Norman Compton

Gospel Pioneers
Gospel Pioneers
Gospel Pioneers

My mother and dad came from Texas to bring us into this church. There were eight of us children. I was three-and-a-half years old when we moved to San Francisco, California, and I remember the night I saw my mother and dad go down to the altar and give their hearts to the Lord. We were in church three nights a week and three times on Sunday. I got to the place where I thought: church, church, and church! Is that all there is to life?

Mother was faithful to her eight children. She never drew back on her responsibilities of what she felt God demanded of her, but she taught us all from the time we could understand that one day we would have to meet God and give an answer for the way we lived. She put a fear in our young hearts of being left in this old world when the Lord returned.

I can remember being afraid to go to sleep many nights after she told us that Jesus might come in the night.

I can remember being afraid to go to sleep many nights after she told us that Jesus might come in the night. He would come when we did not expect Him and He was only going to come or those who were looking for Him and watching. It used to make me shake and tremble and I would be afraid to go to sleep. Sometimes the Lord would send a dream and I would see my mother go on up to meet the Lord and I would reach up clutching at her apron strings, something to hang onto! And she would turn back and say, “No, you can’t come that way, you have to pray for yourself.” The Lord was faithful to my young heart.

As I got older sin became attached to my life. I began to go out into the world of sin and seek for its pleasures. I could hear my mother’s warning in my ear. I never did find anything that would give lasting happiness and it always came back to me that I would not find it until I turned to God.
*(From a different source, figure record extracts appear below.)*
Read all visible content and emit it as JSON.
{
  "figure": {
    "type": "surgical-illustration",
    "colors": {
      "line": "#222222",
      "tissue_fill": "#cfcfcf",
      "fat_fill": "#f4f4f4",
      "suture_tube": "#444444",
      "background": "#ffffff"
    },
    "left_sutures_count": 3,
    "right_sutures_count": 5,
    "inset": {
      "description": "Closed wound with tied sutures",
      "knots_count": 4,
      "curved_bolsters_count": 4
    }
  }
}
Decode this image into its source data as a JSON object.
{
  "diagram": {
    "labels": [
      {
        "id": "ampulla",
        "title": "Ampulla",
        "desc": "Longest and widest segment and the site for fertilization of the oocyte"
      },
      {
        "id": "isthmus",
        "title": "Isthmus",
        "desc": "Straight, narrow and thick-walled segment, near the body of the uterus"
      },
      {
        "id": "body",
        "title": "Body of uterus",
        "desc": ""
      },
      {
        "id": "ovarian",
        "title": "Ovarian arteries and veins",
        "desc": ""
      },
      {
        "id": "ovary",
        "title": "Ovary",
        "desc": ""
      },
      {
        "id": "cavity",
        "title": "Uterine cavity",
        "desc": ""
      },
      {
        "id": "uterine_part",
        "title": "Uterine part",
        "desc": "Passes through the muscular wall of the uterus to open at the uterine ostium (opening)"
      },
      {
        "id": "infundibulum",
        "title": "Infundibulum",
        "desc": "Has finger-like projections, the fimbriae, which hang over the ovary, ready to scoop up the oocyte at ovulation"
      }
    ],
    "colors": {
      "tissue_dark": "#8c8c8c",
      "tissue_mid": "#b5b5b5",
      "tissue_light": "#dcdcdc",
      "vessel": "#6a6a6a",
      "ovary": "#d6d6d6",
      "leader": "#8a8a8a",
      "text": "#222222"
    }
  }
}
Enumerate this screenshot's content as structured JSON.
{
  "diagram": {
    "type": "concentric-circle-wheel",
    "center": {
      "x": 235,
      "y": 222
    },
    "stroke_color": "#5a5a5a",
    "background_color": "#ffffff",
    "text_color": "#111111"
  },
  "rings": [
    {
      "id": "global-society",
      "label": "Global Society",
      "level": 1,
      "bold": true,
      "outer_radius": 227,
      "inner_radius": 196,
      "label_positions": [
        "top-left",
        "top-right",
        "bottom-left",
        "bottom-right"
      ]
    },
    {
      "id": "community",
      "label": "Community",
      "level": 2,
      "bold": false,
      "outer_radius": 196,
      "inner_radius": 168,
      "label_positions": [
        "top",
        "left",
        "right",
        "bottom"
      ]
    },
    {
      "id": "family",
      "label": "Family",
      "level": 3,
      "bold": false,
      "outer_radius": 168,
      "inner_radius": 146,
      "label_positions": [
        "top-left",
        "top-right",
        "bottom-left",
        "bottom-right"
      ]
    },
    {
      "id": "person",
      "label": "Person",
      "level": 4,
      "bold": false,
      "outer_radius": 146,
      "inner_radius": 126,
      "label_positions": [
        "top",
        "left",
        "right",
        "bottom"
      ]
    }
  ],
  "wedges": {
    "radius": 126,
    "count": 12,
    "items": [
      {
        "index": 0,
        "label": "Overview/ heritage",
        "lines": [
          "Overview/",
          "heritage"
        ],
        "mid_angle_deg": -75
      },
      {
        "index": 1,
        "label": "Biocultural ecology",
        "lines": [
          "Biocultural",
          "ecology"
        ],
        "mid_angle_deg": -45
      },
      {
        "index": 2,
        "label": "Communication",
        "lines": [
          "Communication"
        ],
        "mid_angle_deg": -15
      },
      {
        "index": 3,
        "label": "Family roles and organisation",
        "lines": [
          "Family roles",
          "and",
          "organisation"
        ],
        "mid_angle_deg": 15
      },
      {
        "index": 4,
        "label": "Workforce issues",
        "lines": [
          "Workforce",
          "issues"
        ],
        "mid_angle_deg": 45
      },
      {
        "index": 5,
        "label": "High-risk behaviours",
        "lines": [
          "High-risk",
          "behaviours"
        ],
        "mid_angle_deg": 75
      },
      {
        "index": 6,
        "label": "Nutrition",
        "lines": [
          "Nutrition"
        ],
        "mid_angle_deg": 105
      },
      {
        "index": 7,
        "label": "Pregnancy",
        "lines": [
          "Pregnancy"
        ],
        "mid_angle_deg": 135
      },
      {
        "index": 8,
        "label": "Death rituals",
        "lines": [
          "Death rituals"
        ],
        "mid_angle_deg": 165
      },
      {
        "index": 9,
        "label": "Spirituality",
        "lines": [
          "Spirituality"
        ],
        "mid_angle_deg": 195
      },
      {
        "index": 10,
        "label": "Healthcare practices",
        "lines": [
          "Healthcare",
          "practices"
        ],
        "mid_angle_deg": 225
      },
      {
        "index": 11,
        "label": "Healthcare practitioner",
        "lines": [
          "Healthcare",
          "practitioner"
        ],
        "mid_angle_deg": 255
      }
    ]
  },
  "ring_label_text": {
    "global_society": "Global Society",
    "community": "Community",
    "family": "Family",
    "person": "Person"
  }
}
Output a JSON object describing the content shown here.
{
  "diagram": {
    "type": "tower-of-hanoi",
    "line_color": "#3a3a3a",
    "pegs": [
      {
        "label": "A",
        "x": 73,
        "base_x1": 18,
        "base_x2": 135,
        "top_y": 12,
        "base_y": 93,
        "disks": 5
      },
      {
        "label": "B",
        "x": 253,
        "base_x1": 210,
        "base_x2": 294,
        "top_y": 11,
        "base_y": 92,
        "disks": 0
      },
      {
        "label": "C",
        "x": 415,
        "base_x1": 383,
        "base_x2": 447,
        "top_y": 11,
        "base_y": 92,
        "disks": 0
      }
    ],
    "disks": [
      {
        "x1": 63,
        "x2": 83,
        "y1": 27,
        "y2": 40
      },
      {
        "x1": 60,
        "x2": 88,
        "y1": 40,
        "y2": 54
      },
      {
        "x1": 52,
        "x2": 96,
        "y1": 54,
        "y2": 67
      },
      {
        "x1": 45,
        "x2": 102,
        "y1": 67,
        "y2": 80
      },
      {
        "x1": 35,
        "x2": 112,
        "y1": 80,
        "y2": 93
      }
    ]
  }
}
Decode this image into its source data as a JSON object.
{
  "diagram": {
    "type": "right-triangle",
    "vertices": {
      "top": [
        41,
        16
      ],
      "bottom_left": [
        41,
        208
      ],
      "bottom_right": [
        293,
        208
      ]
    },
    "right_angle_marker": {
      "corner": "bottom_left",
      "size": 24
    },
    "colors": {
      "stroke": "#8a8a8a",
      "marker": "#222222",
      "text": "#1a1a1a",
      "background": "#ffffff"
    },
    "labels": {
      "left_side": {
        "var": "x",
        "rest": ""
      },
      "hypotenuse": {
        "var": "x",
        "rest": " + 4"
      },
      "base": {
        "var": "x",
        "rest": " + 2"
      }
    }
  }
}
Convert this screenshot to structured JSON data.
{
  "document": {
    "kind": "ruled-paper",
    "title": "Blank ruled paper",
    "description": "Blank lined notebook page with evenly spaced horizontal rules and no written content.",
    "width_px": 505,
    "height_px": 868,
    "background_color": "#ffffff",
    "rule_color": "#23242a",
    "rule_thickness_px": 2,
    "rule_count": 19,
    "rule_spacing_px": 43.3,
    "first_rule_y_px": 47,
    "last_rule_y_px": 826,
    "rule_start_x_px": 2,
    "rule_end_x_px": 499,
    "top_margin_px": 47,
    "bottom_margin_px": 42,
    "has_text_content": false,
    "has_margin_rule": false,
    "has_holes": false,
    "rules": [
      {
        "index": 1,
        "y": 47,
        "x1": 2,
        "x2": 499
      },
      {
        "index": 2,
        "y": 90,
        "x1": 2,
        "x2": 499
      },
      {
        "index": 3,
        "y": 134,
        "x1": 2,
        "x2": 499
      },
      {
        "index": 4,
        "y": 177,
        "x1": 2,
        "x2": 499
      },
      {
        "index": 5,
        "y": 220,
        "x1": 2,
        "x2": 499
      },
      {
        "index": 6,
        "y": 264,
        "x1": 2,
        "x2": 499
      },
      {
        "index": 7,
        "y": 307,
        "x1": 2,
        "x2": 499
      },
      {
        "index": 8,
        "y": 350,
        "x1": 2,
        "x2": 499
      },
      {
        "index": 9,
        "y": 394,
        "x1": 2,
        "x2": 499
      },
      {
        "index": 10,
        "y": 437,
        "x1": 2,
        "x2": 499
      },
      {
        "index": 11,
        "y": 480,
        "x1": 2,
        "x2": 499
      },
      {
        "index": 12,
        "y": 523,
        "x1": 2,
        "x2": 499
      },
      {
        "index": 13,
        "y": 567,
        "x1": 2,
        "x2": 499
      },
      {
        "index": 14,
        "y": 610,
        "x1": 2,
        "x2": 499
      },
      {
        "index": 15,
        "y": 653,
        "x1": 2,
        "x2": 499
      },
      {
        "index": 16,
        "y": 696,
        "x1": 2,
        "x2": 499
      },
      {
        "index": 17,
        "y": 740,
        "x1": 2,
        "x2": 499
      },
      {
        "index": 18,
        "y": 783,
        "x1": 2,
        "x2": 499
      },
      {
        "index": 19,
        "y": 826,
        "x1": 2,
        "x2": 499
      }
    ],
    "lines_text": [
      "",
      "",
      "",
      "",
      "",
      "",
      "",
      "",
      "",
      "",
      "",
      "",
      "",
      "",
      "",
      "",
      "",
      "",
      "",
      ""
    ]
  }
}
I was in high school and had an old 1928 Erskine blue automobile with black trim around the door. One time out driving I irritated a driver. I cut in front of him and he chased me and knocked me in the rear and got me over to the side of the curb, cursing and swearing. I rolled my window down and tried to face this man. He stuck his big fists right in and whacked me right in the head two or three times. I hurt and bled and then I remembered my mother’s prayers. God in His mercy spared me from getting killed by this husky, half drunk painter. A stevedore came along and pulled him off me. He got his license plate number and said, “Get your dad to look this up because he has no right to do that.” I got in my car and cried out, “Oh God, help me!” I didn’t realize that it was God’s mercy getting ahold of me.

I had been to Kearny Street Courthouse answering for that deed, and all the blame was put on me. The judge was talking about the punks in San Francisco. God talked to me and told me I did not belong there. I thought, No, I don’t Lord! I looked back in the audience and saw one of the pastors sitting with my dad. I said, “Oh God if you just get me out of here and get me back to church, I will give my life to you.”
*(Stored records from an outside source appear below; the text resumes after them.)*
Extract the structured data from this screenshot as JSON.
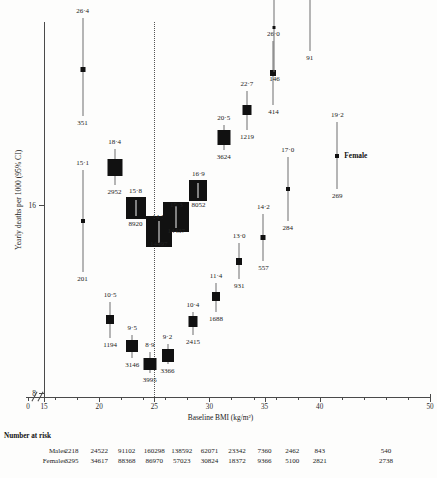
{
  "chart_data": {
    "type": "scatter",
    "title": "",
    "xlabel": "Baseline BMI (kg/m²)",
    "ylabel": "Yearly deaths per 1000 (95% CI)",
    "xlim": [
      15,
      50
    ],
    "xticks": [
      15,
      20,
      25,
      30,
      35,
      40,
      50
    ],
    "xtick_labels": [
      "15",
      "20",
      "25",
      "30",
      "35",
      "40",
      "50"
    ],
    "x_origin_label": "0",
    "axis_break": true,
    "yscale": "log",
    "yticks": [
      8,
      16
    ],
    "ytick_labels": [
      "8",
      "16"
    ],
    "grid": false,
    "reference_line_x": 25,
    "legend_position": "inline-right",
    "series": [
      {
        "name": "Males",
        "marker": "square-box",
        "points": [
          {
            "x": 18.5,
            "y": 26.4,
            "label": "26·4",
            "n": "351",
            "w": 5,
            "h": 5,
            "ci_lo": 22.2,
            "ci_hi": 31.9
          },
          {
            "x": 21.4,
            "y": 18.4,
            "label": "18·4",
            "n": "2952",
            "w": 15,
            "h": 17,
            "ci_lo": 17.2,
            "ci_hi": 19.7
          },
          {
            "x": 23.3,
            "y": 15.8,
            "label": "15·8",
            "n": "8920",
            "w": 20,
            "h": 22,
            "ci_lo": 15.3,
            "ci_hi": 16.4
          },
          {
            "x": 25.4,
            "y": 14.5,
            "label": "14·5",
            "n": "14497",
            "w": 26,
            "h": 31,
            "ci_lo": 14.2,
            "ci_hi": 14.9
          },
          {
            "x": 27.0,
            "y": 15.3,
            "label": "15·3",
            "n": "14437",
            "w": 26,
            "h": 30,
            "ci_lo": 14.9,
            "ci_hi": 15.6
          },
          {
            "x": 29.0,
            "y": 16.9,
            "label": "16·9",
            "n": "8052",
            "w": 18,
            "h": 21,
            "ci_lo": 16.4,
            "ci_hi": 17.5
          },
          {
            "x": 31.3,
            "y": 20.5,
            "label": "20·5",
            "n": "3624",
            "w": 13,
            "h": 15,
            "ci_lo": 19.6,
            "ci_hi": 21.5
          },
          {
            "x": 33.4,
            "y": 22.7,
            "label": "22·7",
            "n": "1219",
            "w": 9,
            "h": 10,
            "ci_lo": 21.1,
            "ci_hi": 24.4
          },
          {
            "x": 35.8,
            "y": 26.0,
            "label": "26·0",
            "n": "414",
            "w": 6,
            "h": 6,
            "ci_lo": 23.1,
            "ci_hi": 29.3
          }
        ]
      },
      {
        "name": "Females",
        "marker": "square-box",
        "points": [
          {
            "x": 18.5,
            "y": 15.1,
            "label": "15·1",
            "n": "201",
            "w": 4,
            "h": 4,
            "ci_lo": 12.5,
            "ci_hi": 18.2
          },
          {
            "x": 21.0,
            "y": 10.5,
            "label": "10·5",
            "n": "1194",
            "w": 8,
            "h": 9,
            "ci_lo": 9.8,
            "ci_hi": 11.2
          },
          {
            "x": 23.0,
            "y": 9.5,
            "label": "9·5",
            "n": "3146",
            "w": 12,
            "h": 12,
            "ci_lo": 9.1,
            "ci_hi": 9.9
          },
          {
            "x": 24.6,
            "y": 8.9,
            "label": "8·9",
            "n": "3995",
            "w": 13,
            "h": 12,
            "ci_lo": 8.6,
            "ci_hi": 9.3
          },
          {
            "x": 26.2,
            "y": 9.2,
            "label": "9·2",
            "n": "3366",
            "w": 12,
            "h": 13,
            "ci_lo": 8.9,
            "ci_hi": 9.6
          },
          {
            "x": 28.5,
            "y": 10.4,
            "label": "10·4",
            "n": "2415",
            "w": 9,
            "h": 11,
            "ci_lo": 9.9,
            "ci_hi": 10.8
          },
          {
            "x": 30.6,
            "y": 11.4,
            "label": "11·4",
            "n": "1688",
            "w": 8,
            "h": 9,
            "ci_lo": 10.8,
            "ci_hi": 12.0
          },
          {
            "x": 32.7,
            "y": 13.0,
            "label": "13·0",
            "n": "931",
            "w": 6,
            "h": 7,
            "ci_lo": 12.2,
            "ci_hi": 13.9
          },
          {
            "x": 34.9,
            "y": 14.2,
            "label": "14·2",
            "n": "557",
            "w": 5,
            "h": 5,
            "ci_lo": 13.0,
            "ci_hi": 15.5
          },
          {
            "x": 37.1,
            "y": 17.0,
            "label": "17·0",
            "n": "284",
            "w": 4,
            "h": 4,
            "ci_lo": 15.1,
            "ci_hi": 19.1
          },
          {
            "x": 35.9,
            "y": 30.8,
            "label": "",
            "n": "146",
            "w": 3,
            "h": 3,
            "ci_lo": 26.1,
            "ci_hi": 36.3
          },
          {
            "x": 39.1,
            "y": 34.5,
            "label": "",
            "n": "91",
            "w": 0,
            "h": 0,
            "ci_lo": 28.2,
            "ci_hi": 42.0
          },
          {
            "x": 41.6,
            "y": 19.2,
            "label": "19·2",
            "n": "269",
            "w": 4,
            "h": 4,
            "ci_lo": 17.0,
            "ci_hi": 21.7,
            "series_tag": "Female"
          }
        ]
      }
    ],
    "inline_series_label": "Female",
    "number_at_risk": {
      "title": "Number at risk",
      "rows": [
        {
          "label": "Males",
          "values": [
            "2218",
            "24522",
            "91102",
            "160298",
            "138592",
            "62071",
            "23342",
            "7360",
            "2462",
            "843",
            "540"
          ]
        },
        {
          "label": "Females",
          "values": [
            "3295",
            "34617",
            "88368",
            "86970",
            "57023",
            "30824",
            "18372",
            "9366",
            "5100",
            "2821",
            "2738"
          ]
        }
      ],
      "column_x": [
        17.5,
        20,
        22.5,
        25,
        27.5,
        30,
        32.5,
        35,
        37.5,
        40,
        46
      ]
    }
  }
}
“Oh God if you just get me out of here and get me back to church, I will give my life to you.”

I went to church and heard the sermon and knew God was talking to me. A brother asked me, “Are you saved?” He knew I wasn’t but I said, “No.” “Would you like to be saved?” he asked. I said, “Yes!” God had me where the resistance was gone and there on old Market Street, twenty-six steps up over a market where our church was, I knelt before God and surrendered my life and did all I knew to do. I got up an hour later, but didn’t have the faith to get saved. I was so despondent as I walked down the steps.
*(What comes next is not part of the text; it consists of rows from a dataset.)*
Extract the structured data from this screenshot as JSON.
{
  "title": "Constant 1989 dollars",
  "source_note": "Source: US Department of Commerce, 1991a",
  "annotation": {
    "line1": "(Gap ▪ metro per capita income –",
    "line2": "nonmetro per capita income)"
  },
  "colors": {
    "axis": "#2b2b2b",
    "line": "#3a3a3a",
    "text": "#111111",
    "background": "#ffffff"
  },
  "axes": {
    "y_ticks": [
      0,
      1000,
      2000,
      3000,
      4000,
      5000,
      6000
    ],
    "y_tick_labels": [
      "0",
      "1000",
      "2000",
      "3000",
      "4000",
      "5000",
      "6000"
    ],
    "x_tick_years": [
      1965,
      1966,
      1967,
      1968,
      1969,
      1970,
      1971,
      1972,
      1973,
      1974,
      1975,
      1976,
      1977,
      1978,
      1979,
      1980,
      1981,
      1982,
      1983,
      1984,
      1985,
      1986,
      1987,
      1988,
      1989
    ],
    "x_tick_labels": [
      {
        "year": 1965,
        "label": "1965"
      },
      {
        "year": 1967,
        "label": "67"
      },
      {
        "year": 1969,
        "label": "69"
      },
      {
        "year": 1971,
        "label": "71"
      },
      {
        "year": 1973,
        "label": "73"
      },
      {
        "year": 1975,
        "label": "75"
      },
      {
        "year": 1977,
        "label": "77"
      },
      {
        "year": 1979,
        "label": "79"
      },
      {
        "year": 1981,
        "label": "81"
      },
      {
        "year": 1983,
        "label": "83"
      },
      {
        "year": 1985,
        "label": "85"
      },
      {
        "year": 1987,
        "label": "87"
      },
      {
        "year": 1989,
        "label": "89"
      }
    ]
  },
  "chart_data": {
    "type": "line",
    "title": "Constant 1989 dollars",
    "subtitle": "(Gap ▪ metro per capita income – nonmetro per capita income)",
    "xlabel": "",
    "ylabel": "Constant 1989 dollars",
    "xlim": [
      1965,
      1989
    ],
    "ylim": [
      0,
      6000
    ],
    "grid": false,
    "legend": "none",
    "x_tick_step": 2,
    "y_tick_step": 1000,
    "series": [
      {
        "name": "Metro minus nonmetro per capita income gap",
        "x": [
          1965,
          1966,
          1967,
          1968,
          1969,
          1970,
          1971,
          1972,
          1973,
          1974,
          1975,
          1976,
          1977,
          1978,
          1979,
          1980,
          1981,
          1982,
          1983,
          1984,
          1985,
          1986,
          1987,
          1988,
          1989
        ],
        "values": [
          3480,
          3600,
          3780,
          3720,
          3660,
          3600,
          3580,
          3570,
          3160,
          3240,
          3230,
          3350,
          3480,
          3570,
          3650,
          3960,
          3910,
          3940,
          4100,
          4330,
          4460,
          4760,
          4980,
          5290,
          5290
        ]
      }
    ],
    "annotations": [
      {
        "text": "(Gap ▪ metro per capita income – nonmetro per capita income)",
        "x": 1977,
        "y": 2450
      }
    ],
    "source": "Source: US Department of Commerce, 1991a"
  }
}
That day I walked out with my mother by my side, and I was broken hearted. She said, “Have you prayed honestly?” I said, “Yes, I have.” “Have you given up your sins?” “Yes, I have.” “Have you told God that you are not going to do them anymore?” I said, “Yes, I have. I don’t know what else to do, Mom.” She said, “Well, if you have done all you know to do, then just believe Him and you will find the witness in your heart.” As she said that I was just getting ready to walk up the concrete landing to wait for the streetcar. Just as my foot landed on there I said, “Lord I do believe,” and the glory of God fell into my heart. I will never forget that day in May 1938.

“Would you like to be saved?” he asked. I said, “Yes!”

In the army, God kept me living a Christian life. In the business world, God kept me living a Christian life. I have been in construction work most of my life and have learned to be careful in that type of work. One day I climbed up a defective ladder and unexpectedly fell over eleven feet onto the hard rocky ground, right on my feet, 250 pounds on a size 8 shoe. I should have cut my legs through my feet, but an x-ray showed there was not the slightest indication of any break in my feet. Had it not been for the Almighty hand of God, I would probably have been crippled for life. Two days later I was back on the job. As I walk around I look at my feet and say, “I thank you, God, that you have spared me that I might give my life to you.”